Posted By Chaz S, Winter Haven, Fl
via jewishorlando.com

Posted: July 27, 2008
Halloween
By all means, celebrate your own holidays and be proud of them but stop telling lies about mine! Hallowe'en is a Christian holiday built onto an older Harvest and year's end Festival. It was called Samhain (Summer's end). Samhain is not the Lord of the Dead or any such Funk & Wagnall's nonsense. It was able to survive the change to Christianity because it was not largely a religious festival but a cultural one. Had Judaism arrived instead of Christianity, it would have been subsumed into Sukkot, Rosh Hashonah or Yom Kippur, since it had elements of all three, harvest, new year and judgements given and received.

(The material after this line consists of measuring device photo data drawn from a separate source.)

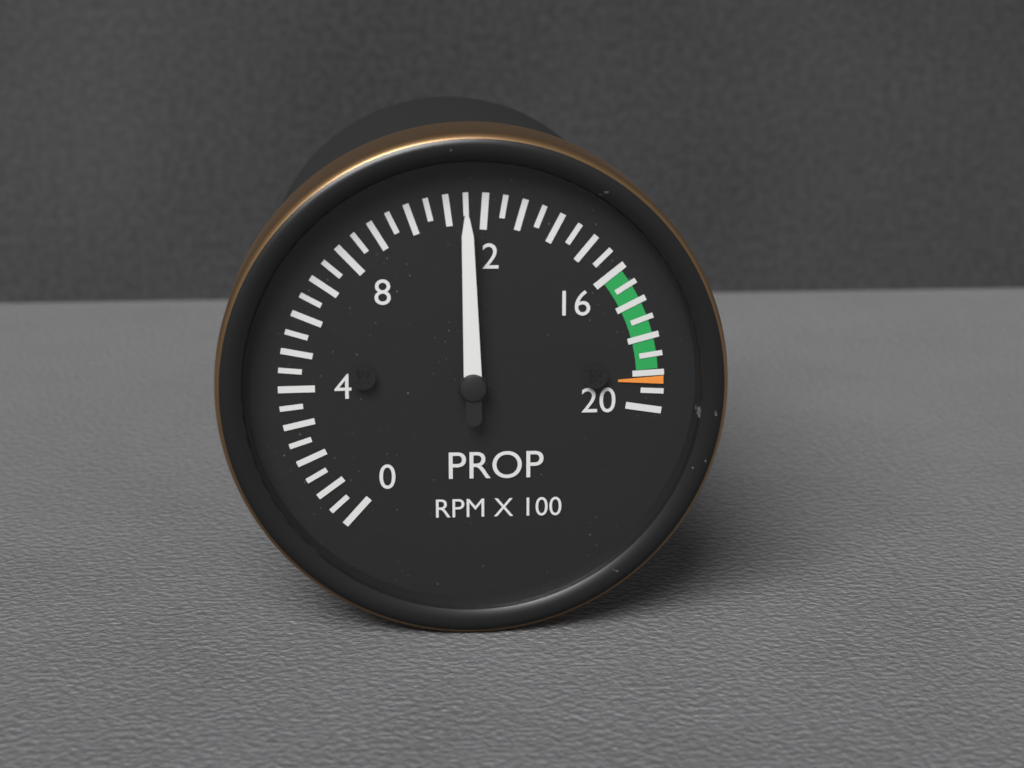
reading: 11.5 RPM X 100
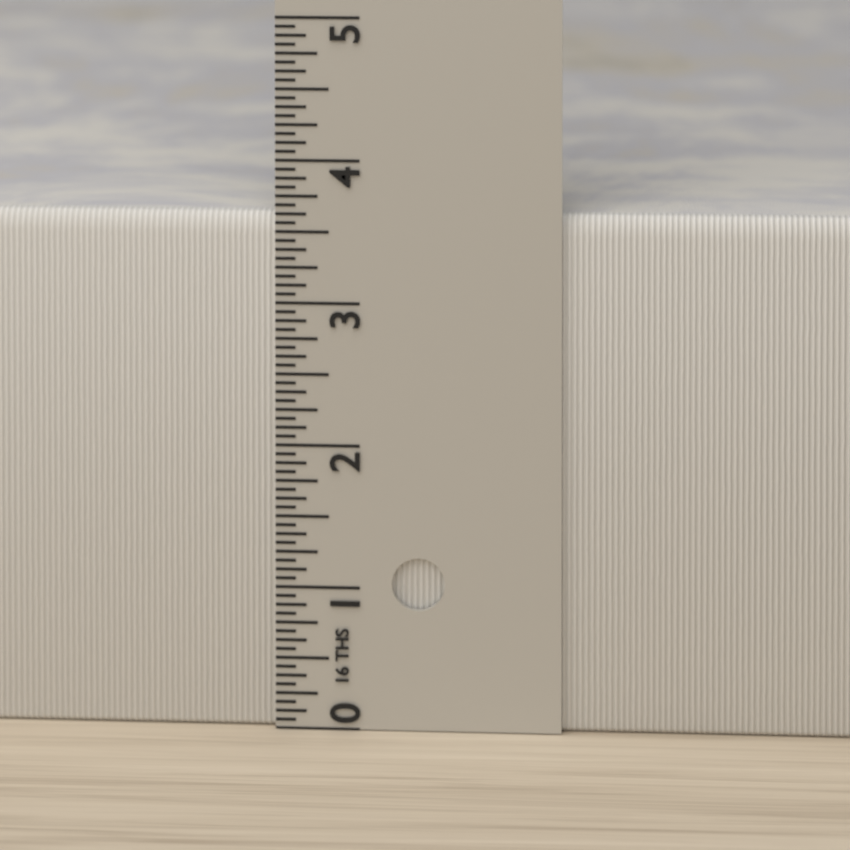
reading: 3.6250 in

Purim is based on non-Jewish Spring New Year Festivals, Yom Kippur is shared with other culture's kapparot of their polytheistic temples. Please learn something before you bash someone else's culture. The laws and lifestyle of the Celts was very similar to that of the ancient tribal Israelites, unfortunately their totally oral religious tradition was destroyed by Xtianity.
Posted By Anonymous

Posted: Nov 7, 2007
Late for harvest festival
Indeed, you should ponder. Why IS Thanksgiving so late? The Pilgrims were way up north. If they were going to get any harvest, it would be wa-a-a-yy before November.

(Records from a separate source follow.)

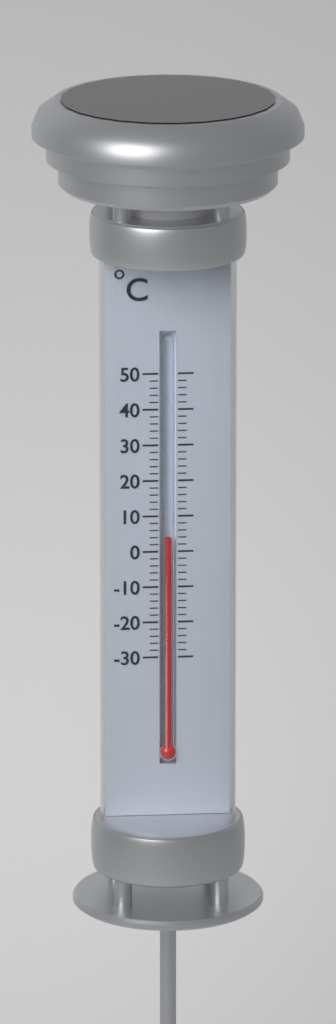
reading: 4 °C
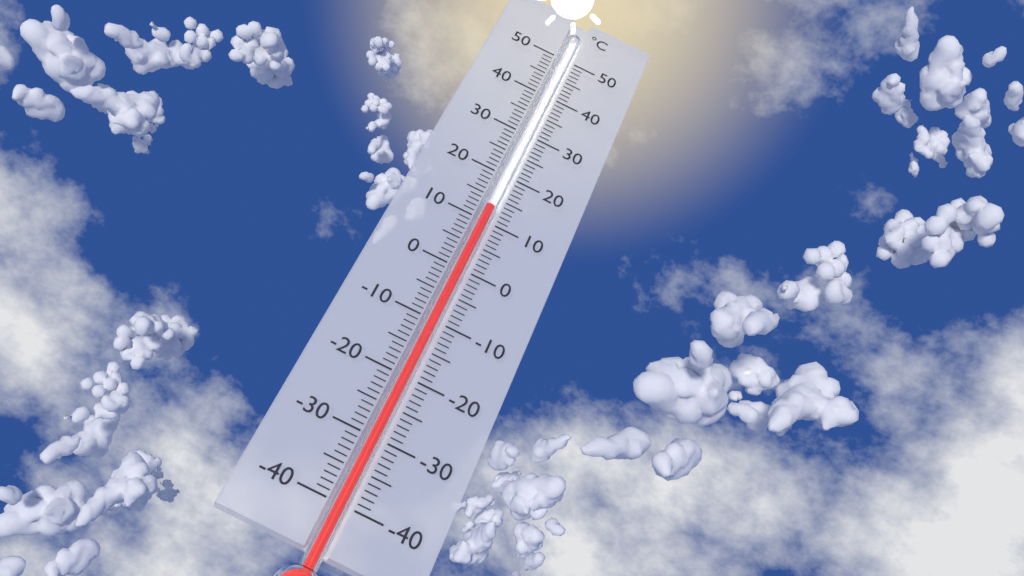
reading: 13 °C
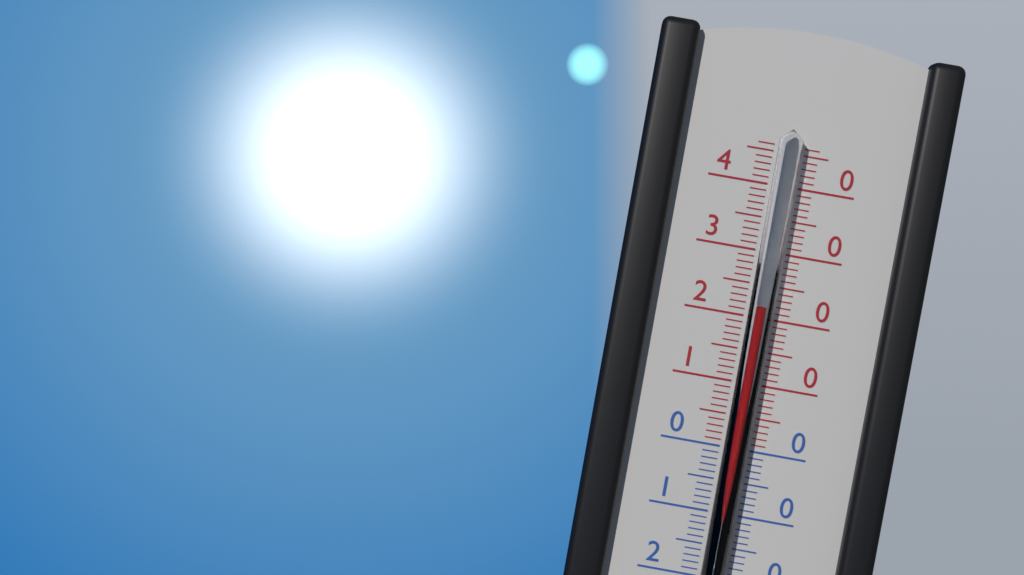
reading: 22 °C
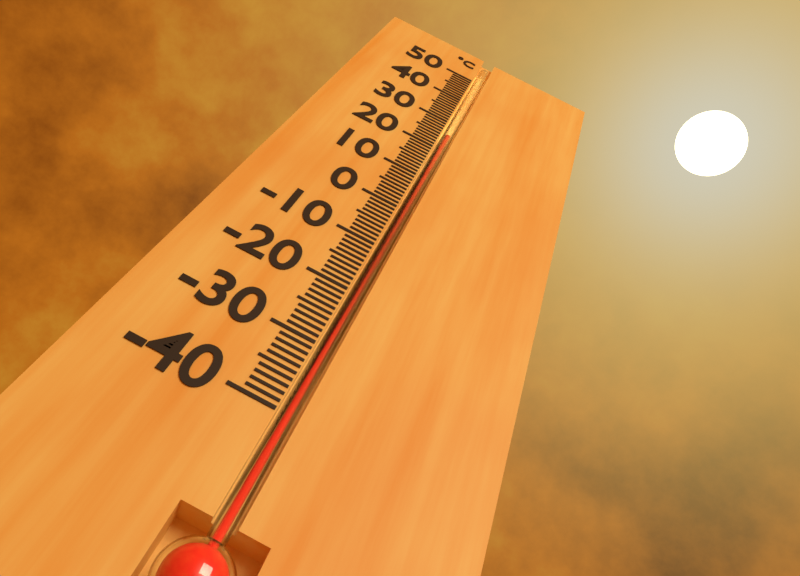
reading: 25 °C
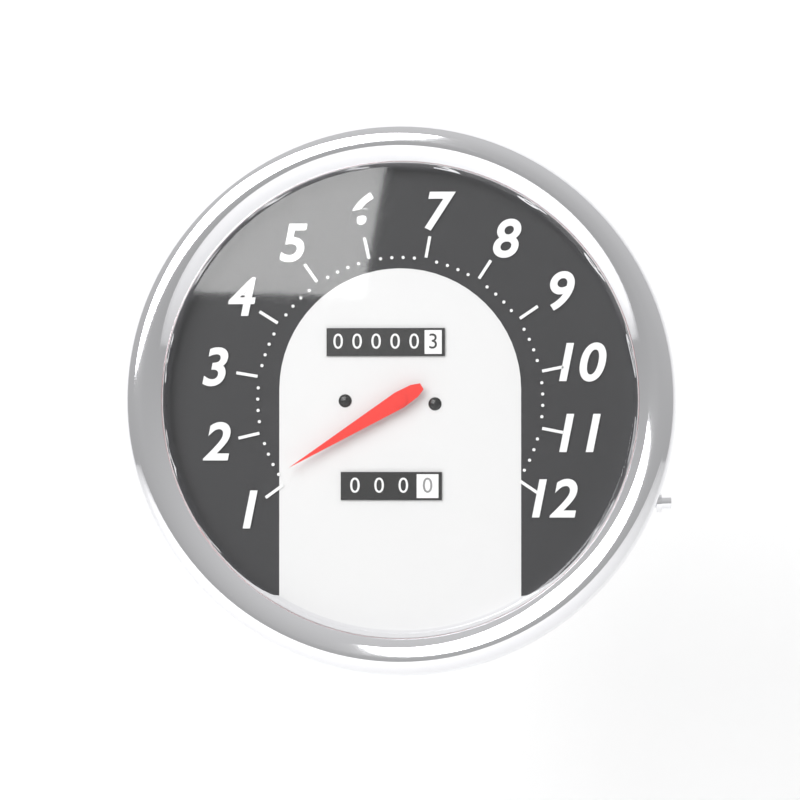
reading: 1.2 (no unit)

However, in their format, they were imitating Sukkot by eating outdoors, and they were imitating Pesach by telling the story of their deliverance. The Puritans were big on trying to follow the Hebrew scriptures.

I always loved Thanksgiving. In childhood, it was the only holiday I could celebrate both at home AND at school.

My own child, kennenhora, had no such conflicts--he attended a Jewish school and ALL his holidays were celebrated both places. So he had no split the way most of us did. Result: he has become happily baal tshuvah and loosens the light bulb in my fridge for Shabbos.